Inferring entropy from structure.


Journal

Physical review. E
ISSN: 2470-0053
Titre abrégé: Phys Rev E
Pays: United States
ID NLM: 101676019

Informations de publication

Date de publication:
Aug 2020
Historique:
received: 22 04 2020
accepted: 13 07 2020
entrez: 18 9 2020
pubmed: 19 9 2020
medline: 19 9 2020
Statut: ppublish

Résumé

The thermodynamic definition of entropy can be extended to nonequilibrium systems based on its relation to information. To apply this definition in practice requires access to the physical system's microstates, which may be prohibitively inefficient to sample or difficult to obtain experimentally. It is beneficial, therefore, to relate the entropy to other integrated properties which are accessible out of equilibrium. We focus on the structure factor, which describes the spatial correlations of density fluctuations and can be directly measured by scattering. The information gained by a given structure factor regarding an otherwise unknown system provides an upper bound for the system's entropy. We find that the maximum-entropy model corresponds to an equilibrium system with an effective pair interaction. Approximate closed-form relations for the effective pair potential and the resulting entropy in terms of the structure factor are obtained. As examples, the relations are used to estimate the entropy of an exactly solvable model and two simulated systems out of equilibrium. The focus is on low-dimensional examples, where our method, as well as a recently proposed compression-based one, can be tested against a rigorous direct-sampling technique.

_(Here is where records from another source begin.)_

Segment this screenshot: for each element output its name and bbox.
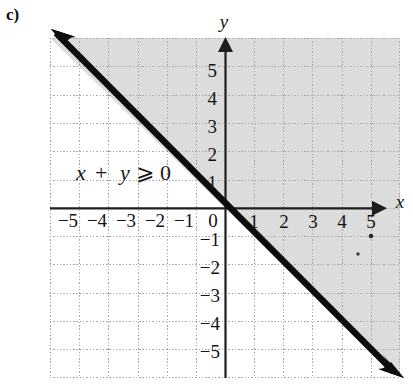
x-tick-label-5: 5 (366, 211, 376, 232)
y-tick-label--4: −4 (200, 313, 221, 334)
x-axis-label: x (395, 191, 405, 212)
y-tick-label-2: 2 (208, 144, 218, 165)
inequality-relation: ⩾ (136, 160, 154, 185)
y-axis-label: y (218, 11, 229, 32)
inequality-plus: + (95, 160, 107, 185)
x-tick-label-4: 4 (337, 211, 347, 232)
y-tick-label-4: 4 (208, 88, 218, 109)
y-tick-label-5: 5 (208, 60, 218, 81)
y-tick-label--5: −5 (200, 341, 220, 362)
stray-mark-2 (356, 252, 359, 255)
x-tick-label--4: −4 (87, 210, 108, 231)
x-tick-label--5: −5 (58, 210, 78, 231)
inequality-rhs: 0 (160, 160, 171, 185)
y-tick-label-3: 3 (208, 116, 218, 137)
y-tick-label--2: −2 (200, 257, 220, 278)
x-tick-label-1: 1 (249, 211, 259, 232)
inequality-lhs: x (75, 160, 86, 185)
x-tick-label-3: 3 (308, 211, 318, 232)
y-tick-label--1: −1 (200, 229, 220, 250)
inequality-var2: y (118, 160, 130, 185)
figure-panel: c) (0, 0, 413, 385)
y-tick-label-1: 1 (208, 172, 218, 193)
x-tick-label--2: −2 (145, 210, 165, 231)
stray-mark-1 (369, 234, 374, 239)
coordinate-plane-plot: −5 −4 −3 −2 −1 0 1 2 3 4 5 5 4 3 2 1 −1 … (0, 0, 413, 385)
x-tick-label--3: −3 (116, 210, 136, 231)
origin-label: 0 (208, 210, 218, 231)
x-tick-label-2: 2 (279, 211, 289, 232)
x-tick-label--1: −1 (174, 210, 194, 231)
y-tick-label--3: −3 (200, 285, 220, 306)
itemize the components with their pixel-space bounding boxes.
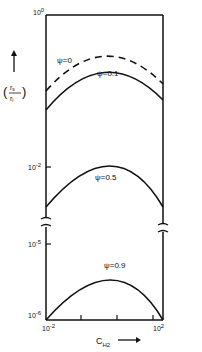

The entropy inferred from the structure factor is found to be consistent with the other methods, superior for larger system sizes, and accurate in identifying global transitions. Our approach allows for extensions of the theory to more complex systems and to higher-order correlations.

Identifiants

pubmed: 32942515
doi: 10.1103/PhysRevE.102.022110
doi:

Types de publication

Journal Article

Langues

eng

Sous-ensembles de citation

IM

Pagination

022110

Auteurs

Gil Ariel (G)

Department of Mathematics, Bar-Ilan University, 52000 Ramat Gan, Israel.

Haim Diamant (H)

Raymond and Beverly Sackler School of Chemistry, Tel Aviv University, 69978 Tel Aviv, Israel.